JamesChain
Member
- Location
- Los Angeles
- Occupation
- Electrician
I have a job installing new luminaires on 17 light poles in a city park and installing new in-ground wiring to the poles. The new luminaires are LED with a listed current draw of 520 milliamps each, with universal power supplies listed at 120v-277v. The city also wants to place an approximately 8 amp, 120v gate operator at the end of the conduit line feeding the poles from the panel, using the same wiring as the light poles. The conduit run is approximately 1200' long. Their design shows the system wired with 5 #2 conductors: 2 hots, 2 neutrals, one ground. The design is for all luminaires to run at 120v, with 7 of the light poles and the 8 amp 120v load on one 20A single pole breaker, and the other 10 light poles on another 20A single pole breaker. The final piece of the puzzle is the light poles are pre-wired with #10 solid THHN/THWN and have in-line fuses at the base of the poles which then will tap into the main #2 lines in an in-ground hand hole next to each light pole. Seems reasonable. The problem is the existing conduit is old and only had 4 conductors originally (no ground). Pulling the old wire out was pretty difficult in a couple of the segments even with our 8000# tugger, so I would like to keep the diameter of the new wire bundle we pull in about the same as the old one if possible. Is there any reason this setup would not work as a 240/120v 4 wire multi wire branch circuit (3 wires plus ground)? The 17 luminaries would all run at 240, and the neutral would only be used for the 120v operator at the end of the line. Instead of 2 single pole breakers, there would be one 240v 2pole breaker. It seems like this should meet code, but I'm always confused as to why NEC 210.4.C says "line to neutral loads only" but then has exception #2, which seems to say the same thing as 210.4.B. Any help from you smarter people is greatly appreciated!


**WHAT YOU ARE ASKED TO DO:** Output every record exactly, apart from its images.

Dataset rows about figures:
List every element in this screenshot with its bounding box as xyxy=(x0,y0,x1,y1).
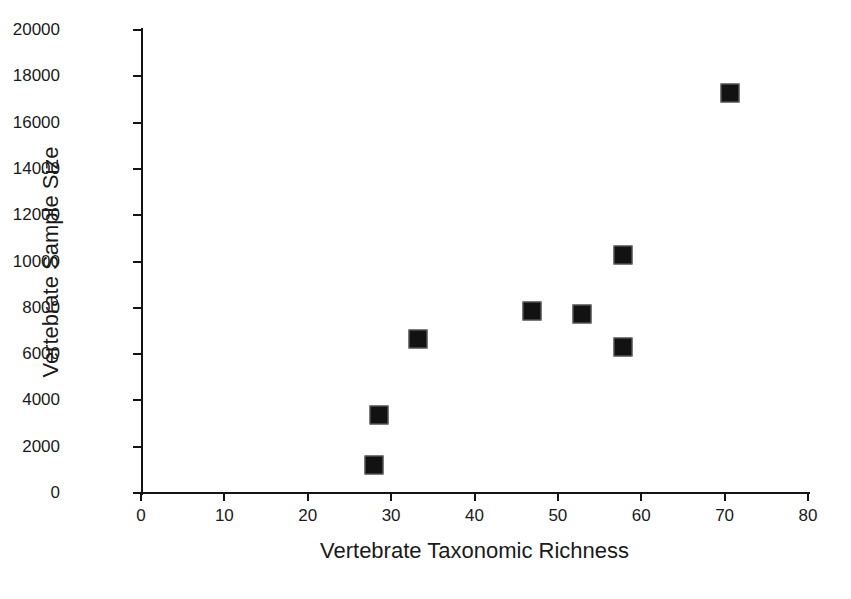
data-point xyxy=(573,305,592,324)
plot-area xyxy=(141,30,808,493)
x-axis-tick xyxy=(223,492,225,501)
y-axis-tick xyxy=(133,75,141,77)
x-axis-tick-label: 10 xyxy=(194,507,254,525)
data-point xyxy=(369,405,388,424)
y-axis-tick xyxy=(133,122,141,124)
y-axis-title: Vertebrate Sample Size xyxy=(34,31,68,494)
x-axis-tick xyxy=(390,492,392,501)
y-axis-tick xyxy=(133,29,141,31)
x-axis-tick-label: 0 xyxy=(111,507,171,525)
y-axis-tick xyxy=(133,261,141,263)
x-axis-tick xyxy=(807,492,809,501)
x-axis-tick xyxy=(474,492,476,501)
x-axis-tick xyxy=(640,492,642,501)
x-axis-tick xyxy=(140,492,142,501)
y-axis-tick xyxy=(133,168,141,170)
data-point xyxy=(721,83,740,102)
data-point xyxy=(613,246,632,265)
x-axis-tick xyxy=(724,492,726,501)
y-axis-tick xyxy=(133,446,141,448)
x-axis-tick xyxy=(557,492,559,501)
y-axis-tick xyxy=(133,214,141,216)
y-axis-tick xyxy=(133,399,141,401)
x-axis-tick-label: 30 xyxy=(361,507,421,525)
x-axis-tick-label: 40 xyxy=(445,507,505,525)
data-point xyxy=(613,337,632,356)
x-axis-tick-label: 80 xyxy=(778,507,838,525)
scatter-plot-figure: 0200040006000800010000120001400016000180… xyxy=(0,0,851,599)
y-axis-tick xyxy=(133,307,141,309)
x-axis-title: Vertebrate Taxonomic Richness xyxy=(141,538,808,564)
x-axis-tick-label: 70 xyxy=(695,507,755,525)
data-point xyxy=(364,455,383,474)
data-point xyxy=(408,330,427,349)
x-axis-tick-label: 20 xyxy=(278,507,338,525)
x-axis-tick xyxy=(307,492,309,501)
x-axis-tick-label: 60 xyxy=(611,507,671,525)
y-axis-tick xyxy=(133,353,141,355)
x-axis-tick-label: 50 xyxy=(528,507,588,525)
data-point xyxy=(523,302,542,321)
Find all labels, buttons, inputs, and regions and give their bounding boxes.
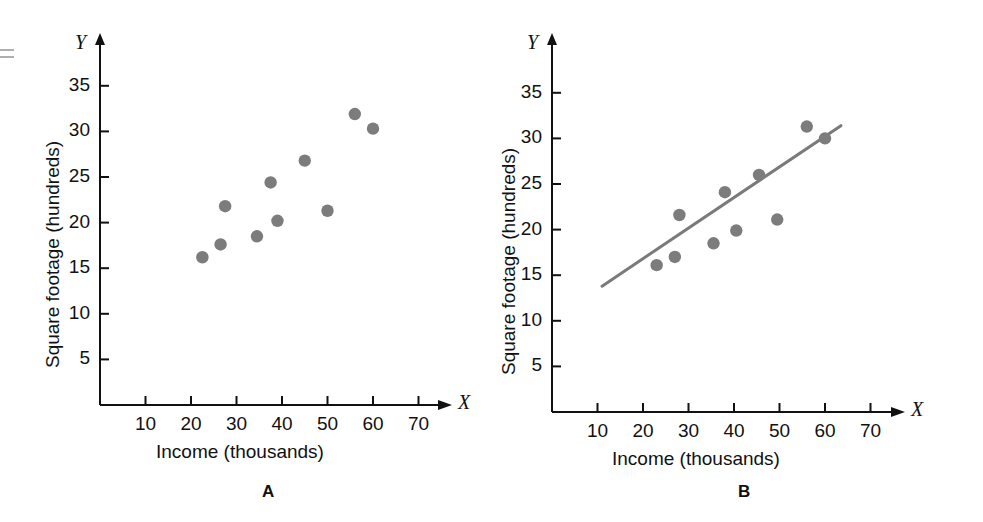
y-axis-arrow-icon bbox=[547, 33, 557, 45]
x-tick-label: 70 bbox=[853, 420, 889, 442]
y-axis-arrow-icon bbox=[95, 33, 105, 45]
y-axis-title-b: Square footage (hundreds) bbox=[498, 148, 520, 375]
x-axis-title-a: Income (thousands) bbox=[156, 441, 324, 463]
data-point bbox=[673, 209, 685, 221]
y-tick-label: 10 bbox=[54, 302, 90, 324]
panel-a: Square footage (hundreds) Income (thousa… bbox=[0, 0, 491, 522]
x-tick-label: 40 bbox=[264, 413, 300, 435]
x-tick-label: 30 bbox=[671, 420, 707, 442]
y-tick-label: 25 bbox=[54, 165, 90, 187]
data-point bbox=[264, 176, 276, 188]
x-axis-arrow-icon bbox=[891, 407, 905, 417]
x-tick-label: 10 bbox=[128, 413, 164, 435]
x-tick-label: 40 bbox=[716, 420, 752, 442]
data-point bbox=[753, 169, 765, 181]
data-point bbox=[771, 213, 783, 225]
data-point bbox=[669, 251, 681, 263]
y-tick-label: 5 bbox=[54, 347, 90, 369]
x-tick-label: 50 bbox=[762, 420, 798, 442]
data-point bbox=[214, 238, 226, 250]
x-axis-arrow-icon bbox=[438, 400, 452, 410]
x-axis-letter: X bbox=[911, 398, 923, 421]
data-point bbox=[367, 122, 379, 134]
data-point bbox=[271, 215, 283, 227]
data-point bbox=[650, 259, 662, 271]
y-tick-label: 15 bbox=[54, 256, 90, 278]
y-tick-label: 30 bbox=[506, 126, 542, 148]
y-tick-label: 20 bbox=[54, 211, 90, 233]
scatter-plot-b bbox=[460, 0, 951, 522]
data-point bbox=[219, 200, 231, 212]
y-tick-label: 35 bbox=[506, 81, 542, 103]
x-axis-title-b: Income (thousands) bbox=[612, 448, 780, 470]
y-tick-label: 30 bbox=[54, 119, 90, 141]
x-tick-label: 10 bbox=[580, 420, 616, 442]
data-point bbox=[730, 224, 742, 236]
data-point bbox=[349, 108, 361, 120]
x-tick-label: 20 bbox=[625, 420, 661, 442]
x-tick-label: 50 bbox=[310, 413, 346, 435]
panel-caption-a: A bbox=[262, 482, 275, 502]
data-point bbox=[251, 230, 263, 242]
data-point bbox=[299, 154, 311, 166]
x-tick-label: 60 bbox=[807, 420, 843, 442]
data-point bbox=[196, 251, 208, 263]
data-point bbox=[819, 132, 831, 144]
figure-root: Square footage (hundreds) Income (thousa… bbox=[0, 0, 983, 522]
data-point bbox=[719, 186, 731, 198]
y-axis-letter: Y bbox=[75, 31, 86, 54]
x-tick-label: 60 bbox=[355, 413, 391, 435]
x-tick-label: 20 bbox=[173, 413, 209, 435]
data-point bbox=[801, 120, 813, 132]
x-tick-label: 70 bbox=[401, 413, 437, 435]
panel-b: 510152025303510203040506070YX bbox=[460, 0, 951, 522]
data-point bbox=[321, 205, 333, 217]
x-tick-label: 30 bbox=[219, 413, 255, 435]
data-point bbox=[707, 237, 719, 249]
y-tick-label: 35 bbox=[54, 74, 90, 96]
panel-caption-b: B bbox=[738, 482, 751, 502]
regression-line bbox=[602, 126, 841, 287]
y-axis-letter: Y bbox=[527, 31, 538, 54]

**RESULT OF THIS EXERCISE:**
List every element in this screenshot with its bounding box as xyxy=(x0,y0,x1,y1).
data-point xyxy=(573,305,592,324)
plot-area xyxy=(141,30,808,493)
x-axis-tick xyxy=(223,492,225,501)
y-axis-tick xyxy=(133,75,141,77)
x-axis-tick-label: 10 xyxy=(194,507,254,525)
data-point xyxy=(369,405,388,424)
y-axis-tick xyxy=(133,122,141,124)
y-axis-title: Vertebrate Sample Size xyxy=(34,31,68,494)
x-axis-tick xyxy=(390,492,392,501)
y-axis-tick xyxy=(133,29,141,31)
x-axis-tick-label: 0 xyxy=(111,507,171,525)
y-axis-tick xyxy=(133,261,141,263)
x-axis-tick xyxy=(807,492,809,501)
x-axis-tick xyxy=(474,492,476,501)
x-axis-tick xyxy=(640,492,642,501)
x-axis-tick xyxy=(140,492,142,501)
y-axis-tick xyxy=(133,168,141,170)
data-point xyxy=(721,83,740,102)
data-point xyxy=(613,246,632,265)
x-axis-tick xyxy=(724,492,726,501)
y-axis-tick xyxy=(133,446,141,448)
x-axis-tick xyxy=(557,492,559,501)
y-axis-tick xyxy=(133,214,141,216)
y-axis-tick xyxy=(133,399,141,401)
x-axis-tick-label: 30 xyxy=(361,507,421,525)
x-axis-tick-label: 40 xyxy=(445,507,505,525)
data-point xyxy=(613,337,632,356)
x-axis-tick-label: 80 xyxy=(778,507,838,525)
scatter-plot-figure: 0200040006000800010000120001400016000180… xyxy=(0,0,851,599)
y-axis-tick xyxy=(133,307,141,309)
x-axis-title: Vertebrate Taxonomic Richness xyxy=(141,538,808,564)
x-axis-tick-label: 70 xyxy=(695,507,755,525)
data-point xyxy=(364,455,383,474)
data-point xyxy=(408,330,427,349)
x-axis-tick-label: 20 xyxy=(278,507,338,525)
x-axis-tick xyxy=(307,492,309,501)
x-axis-tick-label: 60 xyxy=(611,507,671,525)
y-axis-tick xyxy=(133,353,141,355)
x-axis-tick-label: 50 xyxy=(528,507,588,525)
data-point xyxy=(523,302,542,321)
Find all labels, buttons, inputs, and regions and give their bounding boxes.
y-axis-arrow-icon bbox=[547, 33, 557, 45]
x-tick-label: 70 bbox=[853, 420, 889, 442]
y-axis-arrow-icon bbox=[95, 33, 105, 45]
y-axis-title-b: Square footage (hundreds) bbox=[498, 148, 520, 375]
x-axis-title-a: Income (thousands) bbox=[156, 441, 324, 463]
data-point bbox=[673, 209, 685, 221]
y-tick-label: 10 bbox=[54, 302, 90, 324]
panel-a: Square footage (hundreds) Income (thousa… bbox=[0, 0, 491, 522]
x-tick-label: 40 bbox=[264, 413, 300, 435]
x-tick-label: 30 bbox=[671, 420, 707, 442]
y-tick-label: 25 bbox=[54, 165, 90, 187]
data-point bbox=[264, 176, 276, 188]
x-axis-arrow-icon bbox=[891, 407, 905, 417]
x-tick-label: 10 bbox=[128, 413, 164, 435]
x-tick-label: 40 bbox=[716, 420, 752, 442]
data-point bbox=[753, 169, 765, 181]
data-point bbox=[771, 213, 783, 225]
data-point bbox=[669, 251, 681, 263]
y-tick-label: 5 bbox=[54, 347, 90, 369]
x-tick-label: 50 bbox=[762, 420, 798, 442]
data-point bbox=[214, 238, 226, 250]
x-axis-arrow-icon bbox=[438, 400, 452, 410]
x-axis-letter: X bbox=[911, 398, 923, 421]
data-point bbox=[367, 122, 379, 134]
data-point bbox=[271, 215, 283, 227]
data-point bbox=[650, 259, 662, 271]
y-tick-label: 15 bbox=[54, 256, 90, 278]
y-tick-label: 30 bbox=[506, 126, 542, 148]
y-tick-label: 20 bbox=[54, 211, 90, 233]
scatter-plot-b bbox=[460, 0, 951, 522]
data-point bbox=[219, 200, 231, 212]
y-tick-label: 35 bbox=[506, 81, 542, 103]
x-axis-title-b: Income (thousands) bbox=[612, 448, 780, 470]
y-tick-label: 30 bbox=[54, 119, 90, 141]
x-tick-label: 10 bbox=[580, 420, 616, 442]
data-point bbox=[730, 224, 742, 236]
data-point bbox=[349, 108, 361, 120]
x-tick-label: 20 bbox=[625, 420, 661, 442]
x-tick-label: 50 bbox=[310, 413, 346, 435]
panel-caption-a: A bbox=[262, 482, 275, 502]
data-point bbox=[251, 230, 263, 242]
data-point bbox=[299, 154, 311, 166]
x-tick-label: 60 bbox=[807, 420, 843, 442]
data-point bbox=[196, 251, 208, 263]
data-point bbox=[819, 132, 831, 144]
figure-root: Square footage (hundreds) Income (thousa… bbox=[0, 0, 983, 522]
data-point bbox=[719, 186, 731, 198]
y-axis-letter: Y bbox=[75, 31, 86, 54]
x-tick-label: 60 bbox=[355, 413, 391, 435]
x-tick-label: 20 bbox=[173, 413, 209, 435]
data-point bbox=[801, 120, 813, 132]
x-tick-label: 70 bbox=[401, 413, 437, 435]
panel-b: 510152025303510203040506070YX bbox=[460, 0, 951, 522]
data-point bbox=[321, 205, 333, 217]
x-tick-label: 30 bbox=[219, 413, 255, 435]
data-point bbox=[707, 237, 719, 249]
y-tick-label: 35 bbox=[54, 74, 90, 96]
panel-caption-b: B bbox=[738, 482, 751, 502]
regression-line bbox=[602, 126, 841, 287]
y-axis-letter: Y bbox=[527, 31, 538, 54]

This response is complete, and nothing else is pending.